No having mechanical consequences for roleplaying choices* is a problem with the spell. The spelling giving the option between the clearly best options and worse but possibly more thematic option is just bad spell design. For example some one who considers playing a spear throwing skirmisher fighter but decided not to because that is very ineffective is not a bad player. The game rule are a fault for kind of implying that you could play that sort of character but not actually supporting. The player who is not massively nurfing themselves, negatively affecting the other players, and reducing the DMs ability to run pre-written adventures is not in the wrong.

*Letting some go who you should have killed or killing someone who could of helped you for rp reasons is different. I am more talking about character creation level choices here.

Zetakya
2020-04-06, 12:01 PM
What Rat and Cat have over Owl in the climb department is that they are both very good at squeezing through narrow openings, tunnels, pipes and that sort of thing. The Rat will be better at that than the Cat, although not by much.

Segev
2020-04-06, 01:00 PM
Was thinking about the rat familiar and what to give it while getting lunch. Two ideas (not meant to be both together):

Nimble Escape. The rat can take the Disengage or Hide action as a bonus action on each of its turns.
This one is stolen from the goblin, straight up.

Scurry. As a reaction, or when it takes a reaction, the rat may move up to its speed. The distance moved counts against the distance allowed by its speed on its next turn.



What Rat and Cat have over Owl in the climb department is that they are both very good at squeezing through narrow openings, tunnels, pipes and that sort of thing. The Rat will be better at that than the Cat, although not by much.

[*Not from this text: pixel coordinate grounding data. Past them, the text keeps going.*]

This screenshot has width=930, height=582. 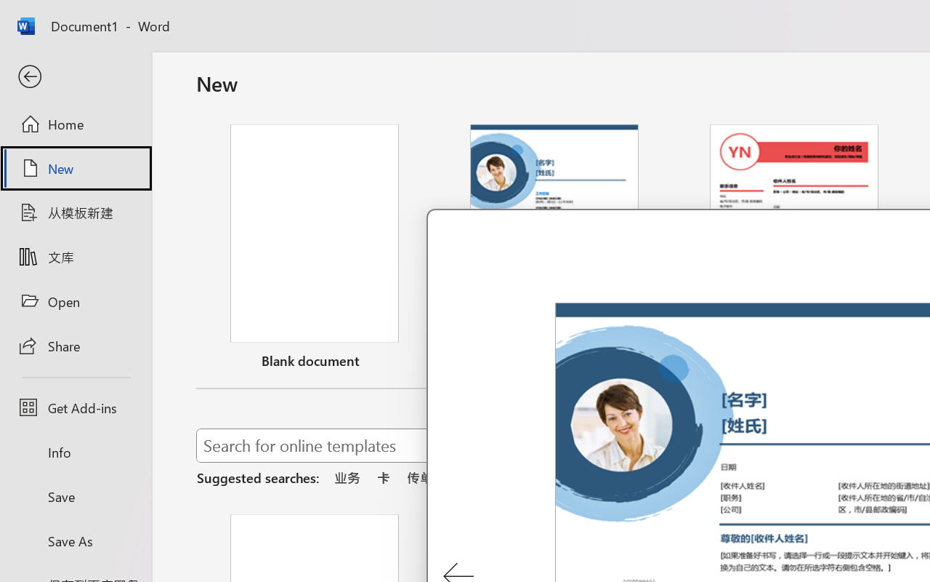 What do you see at coordinates (856, 445) in the screenshot?
I see `Start searching` at bounding box center [856, 445].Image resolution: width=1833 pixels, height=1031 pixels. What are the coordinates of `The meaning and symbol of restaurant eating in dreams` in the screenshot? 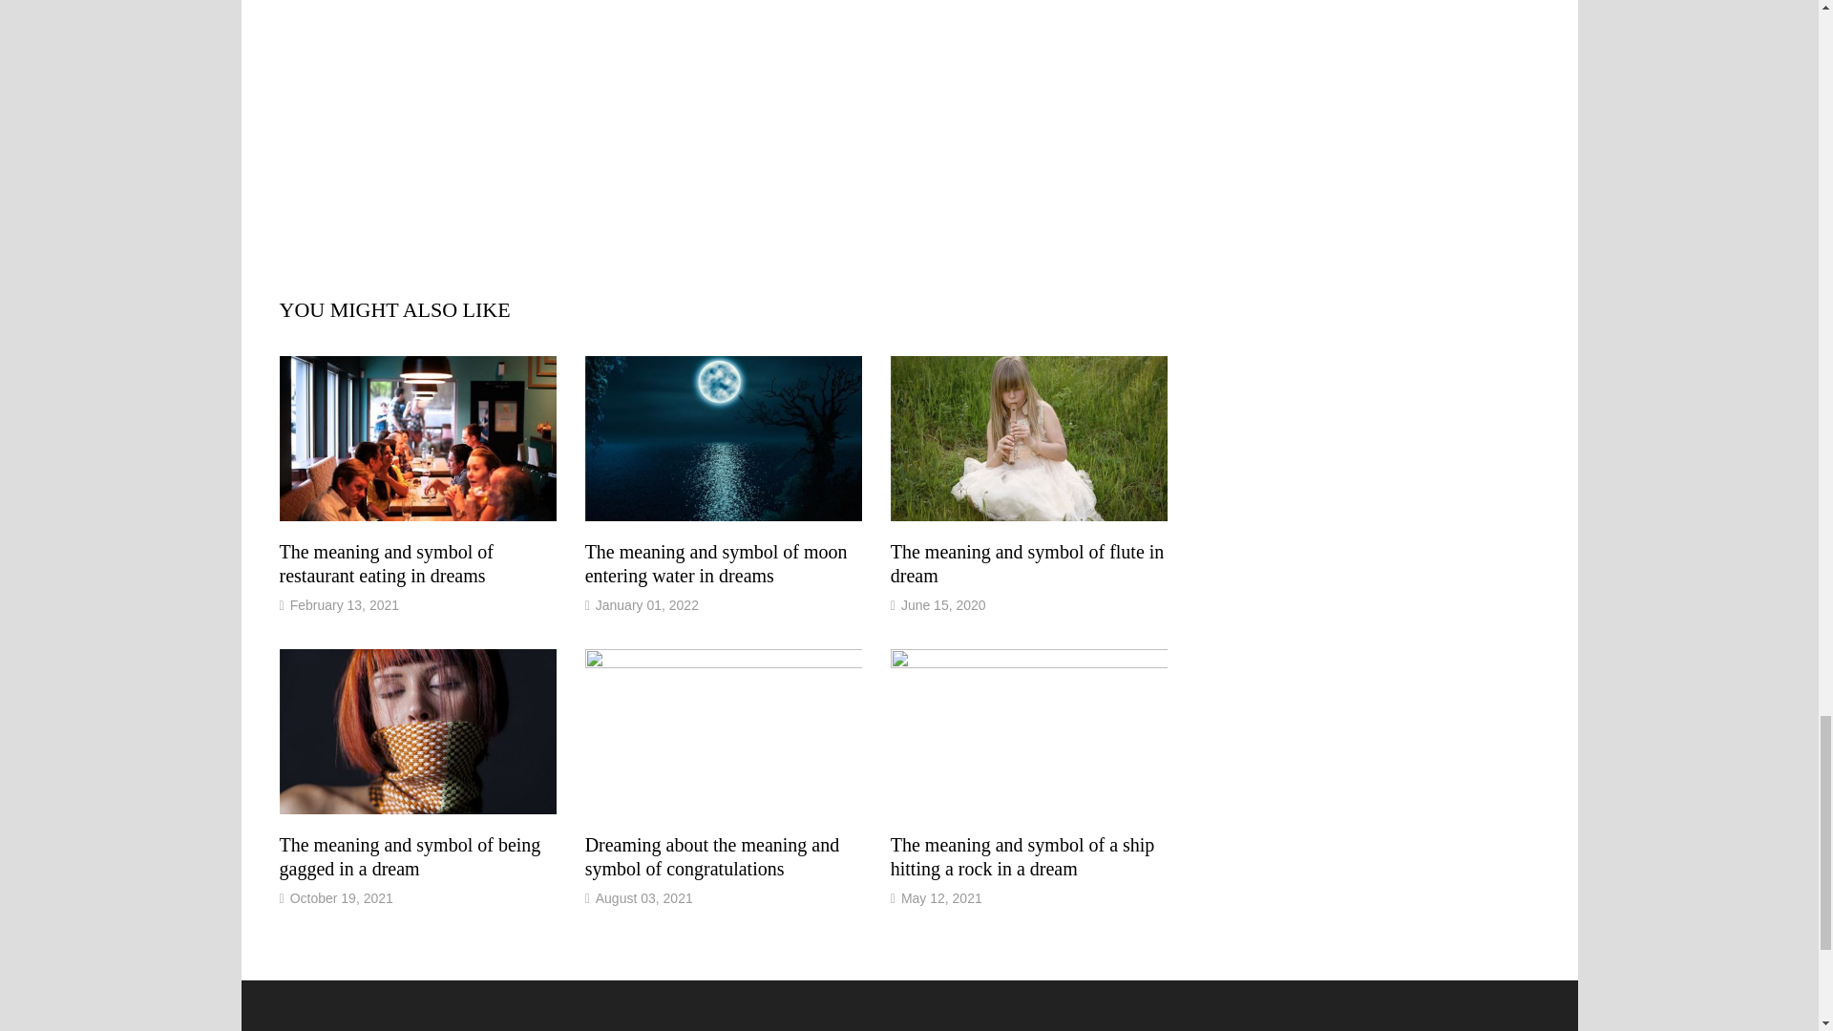 It's located at (386, 563).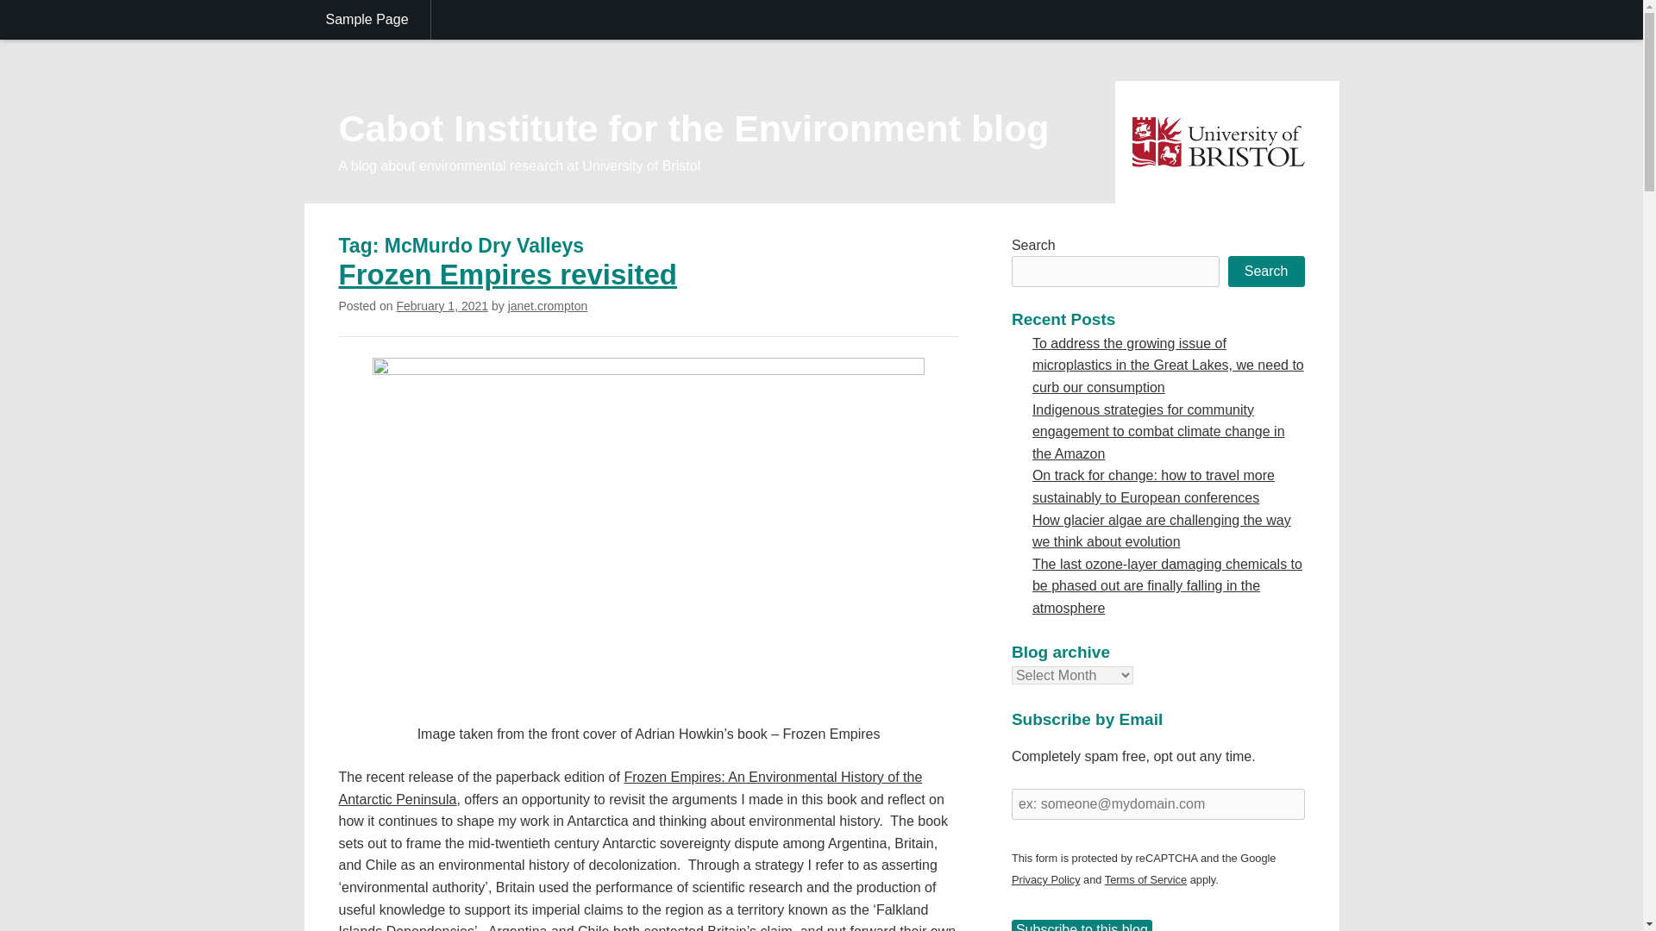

This, however, gave me another idea. Which, as I think on it, might work better for the weasel.

Burrow Haunter. The long, narrow body of the weasel allows it to move at full speed through narrow confines. As long as the space is at least four inches in diameter, the weasel can squeeze through it with no extra movement cost.

Evaar
2020-04-06, 07:14 PM
When I talked this over with my DM, it was my goal to give each familiar type one cool unique thing.

I think the best approach would be to create groups of creature types, give a neat quirk to that creature type, and let the players decide what animal it is.

So you could have a predatory bird type that comes with flyby.

You could have a scavenger type with opposable thumbs that has a bonus to discovering traps and/or secret doors. This could be a raccoon or ferret or rat.

Maybe there's a bioluminescent type with the ability to shed light akin to a single Dancing Lights orb, like a firefly.

And brainstorm from there. Songbirds, fish, venomous reptiles, adaptive reptiles, amphibians, mockingbirds, small cats, and others can all have a neat trick. Mockingbirds obviously would be the sound duplication, venomous reptiles would be access to poisons, songbirds could give you a Performance and Persuasion bonus, perhaps a fish could give you a higher swim speed, an amphibian could give you limited water breathing, an adaptive reptile could let you attempt to hide in plain sight once per short/long rest. Just throwing out ideas.

As noted in the OP, no clear effort was made to balance the different familiar options. There's a clear best choice in the Owl. Everything else is, at best, situational. At least in this concept you have predatory birds being the "combat" option but everything else offers a piece of utility that would make a player think it could come in handy.

But, on the other hand, it would end up being an extremely bloated spell. So maybe the imbalance was determined to be the lesser of the two evils.